Broader societal impact and racial disparities
A 2017 report by the Drug Policy Alliance, a New York-based nonprofit, addressed the impact of laws aimed at prosecuting drug suppliers for drug deaths. Data from North Carolina, Illinois, Louisiana, Tennessee, New Jersey and New York — all of which have such laws — indicated that, despite an increase in prosecutions, the states also saw significant increases in overdose deaths.
“Arrest and incarcerate policies” aimed at people with opioid addiction have been recognized as “ineffective at reducing drug use, causing high rates of relapse, recidivism and re-incarceration,” the authors wrote.
Such laws can also exacerbate racial disparities in the criminal justice system, the report cautioned. Black and Brown people, according to the report, are likely to be “targeted both as friends and family of people who died, but, more ominously, as the demonized ‘pushers,’ ‘dealers,’ and ‘peddlers’ — all racially coded language.”
In North Carolina, most victims of fentanyl-positive deaths are male, White and between the ages of 25 and 44, according to data the state collected from August 2022 to July 2023. However, the state Department of Health and Human Services found that compared with the previous year, overdose deaths rose more sharply among Black/African American people (139%) and American Indian/Indigenous people (117%) than among White people (53%). The data showed the rise in overdose deaths is “driven by illegally manufactured fentanyl.”
Ainsley Bryce, the organizational director of a Madison County-based nonprofit harm reduction and overdose prevention organization Holler Harm Reduction, said that by punishing people through death-by-distribution laws, “we’re not looking at the larger systems.”

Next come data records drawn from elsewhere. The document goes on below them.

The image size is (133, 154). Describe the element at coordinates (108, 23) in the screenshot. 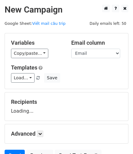

I see `a: Daily emails left: 50` at that location.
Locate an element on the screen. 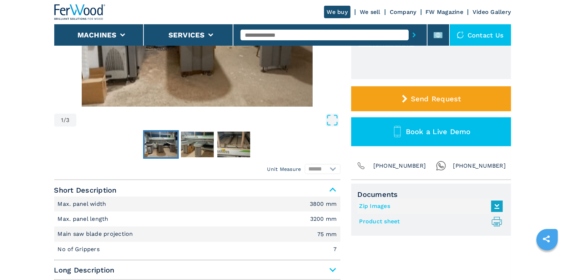  em: Unit Measure is located at coordinates (284, 169).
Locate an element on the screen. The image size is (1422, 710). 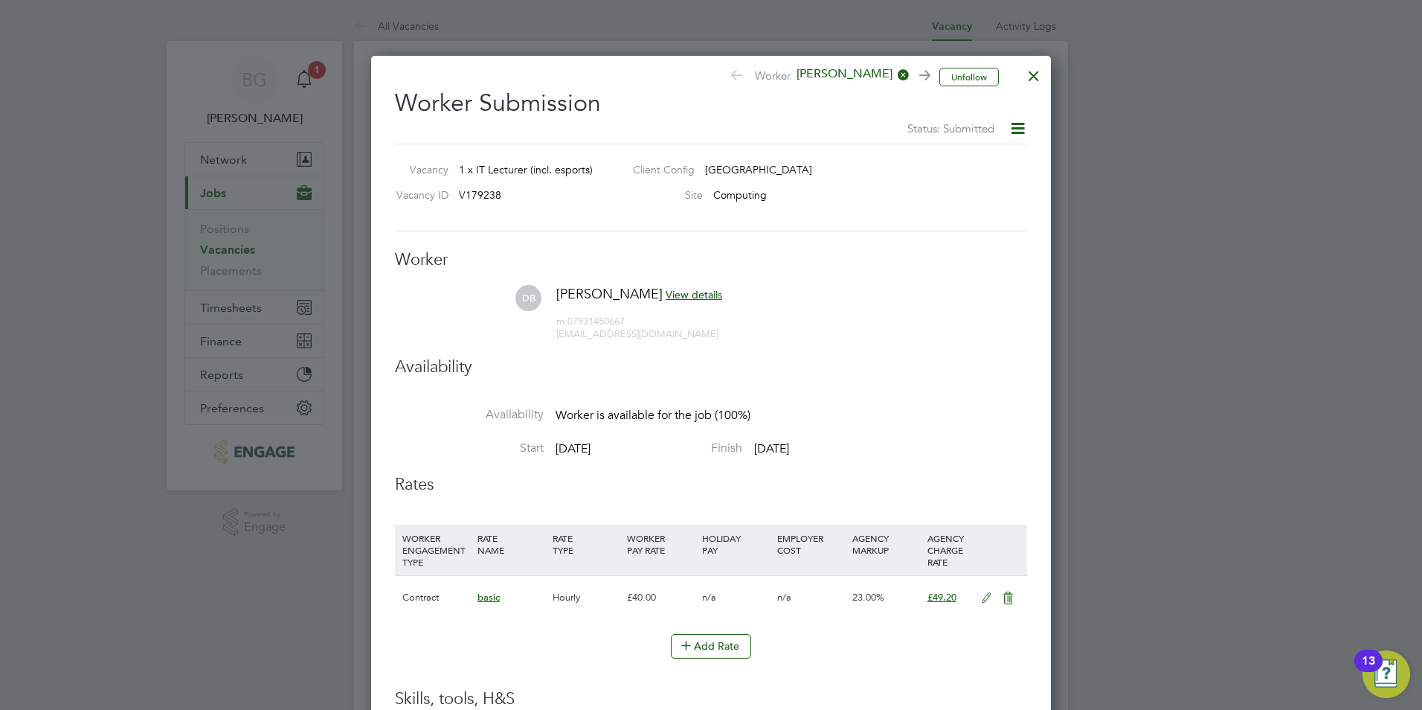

“In my experience, education and support are the answers to these problems. We’re not going to arrest away this overdose epidemic; we’re not going to arrest everybody who uses drugs or sells drugs in our state,” she said. “And if we do that, there’s just going to be more tomorrow.”
Death-by-distribution policies can also affect how people seek care for substance use, said Michael Baca-Atlas, an assistant professor in the department of family medicine at UNC Chapel Hill and the medical director of UNC REACH Enhanced Primary Care in Raleigh. Death-by-distribution charges and punitive measures are “flawed policies,” he said. They can create worse problems for society as a whole and further stigmatize substance use, he said.

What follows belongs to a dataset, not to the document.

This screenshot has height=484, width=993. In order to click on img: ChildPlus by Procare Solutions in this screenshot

“I think it can put a lot of fear into many of the individuals that we serve and deter people from getting care,” he said.
Colin Miller, the community liaison at the UNC Street Drug Analysis Lab, brings a mixture of traditional training and lived experience to his work. The lab tests samples that active drug users send anonymously through community partners, determining what the drugs contain.
Miller said the state has put laws on the books to incarcerate more people for drug crimes instead of treating the fentanyl crisis as a public health issue. “We have chosen to charge people with murder instead of trying to help them get back on their feet,” he said.
But Walsh, who advocates for death-by-distribution charges as a way for families to get justice, said those who favor treatment and those who favor seeking justice through death-by-distribution charges need to collaborate to “win the fight against fentanyl.”
“Whether it’s harm reduction or whether it’s these families needing justice, we have the same goal, which is to save lives,” Walsh said. “We should be joining together.”